Exercise objective:
Your job is to transcribe the material exactly. Keep every line.

───

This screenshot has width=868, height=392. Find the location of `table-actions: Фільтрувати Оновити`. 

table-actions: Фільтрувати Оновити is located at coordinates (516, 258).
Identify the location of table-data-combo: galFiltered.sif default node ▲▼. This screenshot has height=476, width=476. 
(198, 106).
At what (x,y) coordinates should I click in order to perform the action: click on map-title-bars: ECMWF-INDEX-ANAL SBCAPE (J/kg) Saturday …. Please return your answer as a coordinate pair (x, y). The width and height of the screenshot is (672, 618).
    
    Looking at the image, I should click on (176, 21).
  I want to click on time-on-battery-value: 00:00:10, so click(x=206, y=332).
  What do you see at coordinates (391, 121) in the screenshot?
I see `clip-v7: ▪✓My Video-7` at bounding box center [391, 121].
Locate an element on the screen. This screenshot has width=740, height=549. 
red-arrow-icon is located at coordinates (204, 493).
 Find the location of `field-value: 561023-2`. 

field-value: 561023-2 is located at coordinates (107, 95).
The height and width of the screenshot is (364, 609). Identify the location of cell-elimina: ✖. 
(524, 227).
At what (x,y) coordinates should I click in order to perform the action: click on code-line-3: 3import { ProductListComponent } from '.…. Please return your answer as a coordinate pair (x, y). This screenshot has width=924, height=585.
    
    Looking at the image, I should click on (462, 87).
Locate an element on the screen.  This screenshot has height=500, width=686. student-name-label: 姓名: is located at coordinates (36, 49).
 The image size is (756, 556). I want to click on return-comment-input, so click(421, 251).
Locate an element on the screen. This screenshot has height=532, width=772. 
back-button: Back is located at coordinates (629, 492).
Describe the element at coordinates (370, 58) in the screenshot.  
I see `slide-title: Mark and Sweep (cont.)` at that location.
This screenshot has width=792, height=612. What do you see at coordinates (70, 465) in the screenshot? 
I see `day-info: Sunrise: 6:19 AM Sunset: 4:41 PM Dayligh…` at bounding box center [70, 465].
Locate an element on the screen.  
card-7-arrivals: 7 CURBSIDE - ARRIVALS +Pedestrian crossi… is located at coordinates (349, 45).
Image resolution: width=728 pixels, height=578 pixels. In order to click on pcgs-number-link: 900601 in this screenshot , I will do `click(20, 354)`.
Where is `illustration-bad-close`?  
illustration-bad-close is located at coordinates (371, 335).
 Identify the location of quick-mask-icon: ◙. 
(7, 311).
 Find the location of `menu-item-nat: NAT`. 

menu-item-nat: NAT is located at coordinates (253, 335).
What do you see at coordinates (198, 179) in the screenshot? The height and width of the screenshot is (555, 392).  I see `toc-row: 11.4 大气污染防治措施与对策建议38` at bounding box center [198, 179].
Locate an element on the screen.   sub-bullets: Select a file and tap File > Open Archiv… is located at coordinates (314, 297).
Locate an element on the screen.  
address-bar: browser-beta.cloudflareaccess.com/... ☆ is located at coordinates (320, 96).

───

Task result:
This screenshot has width=868, height=392. Find the location of `table-actions: Фільтрувати Оновити`. 

table-actions: Фільтрувати Оновити is located at coordinates (516, 258).
Identify the location of table-data-combo: galFiltered.sif default node ▲▼. This screenshot has height=476, width=476. 
(198, 106).
At what (x,y) coordinates should I click in order to perform the action: click on map-title-bars: ECMWF-INDEX-ANAL SBCAPE (J/kg) Saturday …. Please return your answer as a coordinate pair (x, y). The width and height of the screenshot is (672, 618).
    
    Looking at the image, I should click on (176, 21).
  I want to click on time-on-battery-value: 00:00:10, so click(x=206, y=332).
  What do you see at coordinates (391, 121) in the screenshot?
I see `clip-v7: ▪✓My Video-7` at bounding box center [391, 121].
Locate an element on the screen. This screenshot has width=740, height=549. 
red-arrow-icon is located at coordinates (204, 493).
 Find the location of `field-value: 561023-2`. 

field-value: 561023-2 is located at coordinates (107, 95).
The height and width of the screenshot is (364, 609). Identify the location of cell-elimina: ✖. 
(524, 227).
At what (x,y) coordinates should I click in order to perform the action: click on code-line-3: 3import { ProductListComponent } from '.…. Please return your answer as a coordinate pair (x, y). This screenshot has width=924, height=585.
    
    Looking at the image, I should click on (462, 87).
Locate an element on the screen.  This screenshot has height=500, width=686. student-name-label: 姓名: is located at coordinates (36, 49).
 The image size is (756, 556). I want to click on return-comment-input, so click(421, 251).
Locate an element on the screen. This screenshot has height=532, width=772. 
back-button: Back is located at coordinates (629, 492).
Describe the element at coordinates (370, 58) in the screenshot.  
I see `slide-title: Mark and Sweep (cont.)` at that location.
This screenshot has width=792, height=612. What do you see at coordinates (70, 465) in the screenshot? 
I see `day-info: Sunrise: 6:19 AM Sunset: 4:41 PM Dayligh…` at bounding box center [70, 465].
Locate an element on the screen.  
card-7-arrivals: 7 CURBSIDE - ARRIVALS +Pedestrian crossi… is located at coordinates (349, 45).
Image resolution: width=728 pixels, height=578 pixels. In order to click on pcgs-number-link: 900601 in this screenshot , I will do `click(20, 354)`.
Where is `illustration-bad-close`?  
illustration-bad-close is located at coordinates (371, 335).
 Identify the location of quick-mask-icon: ◙. 
(7, 311).
 Find the location of `menu-item-nat: NAT`. 

menu-item-nat: NAT is located at coordinates (253, 335).
What do you see at coordinates (198, 179) in the screenshot? The height and width of the screenshot is (555, 392).  I see `toc-row: 11.4 大气污染防治措施与对策建议38` at bounding box center [198, 179].
Locate an element on the screen.   sub-bullets: Select a file and tap File > Open Archiv… is located at coordinates (314, 297).
Locate an element on the screen.  
address-bar: browser-beta.cloudflareaccess.com/... ☆ is located at coordinates (320, 96).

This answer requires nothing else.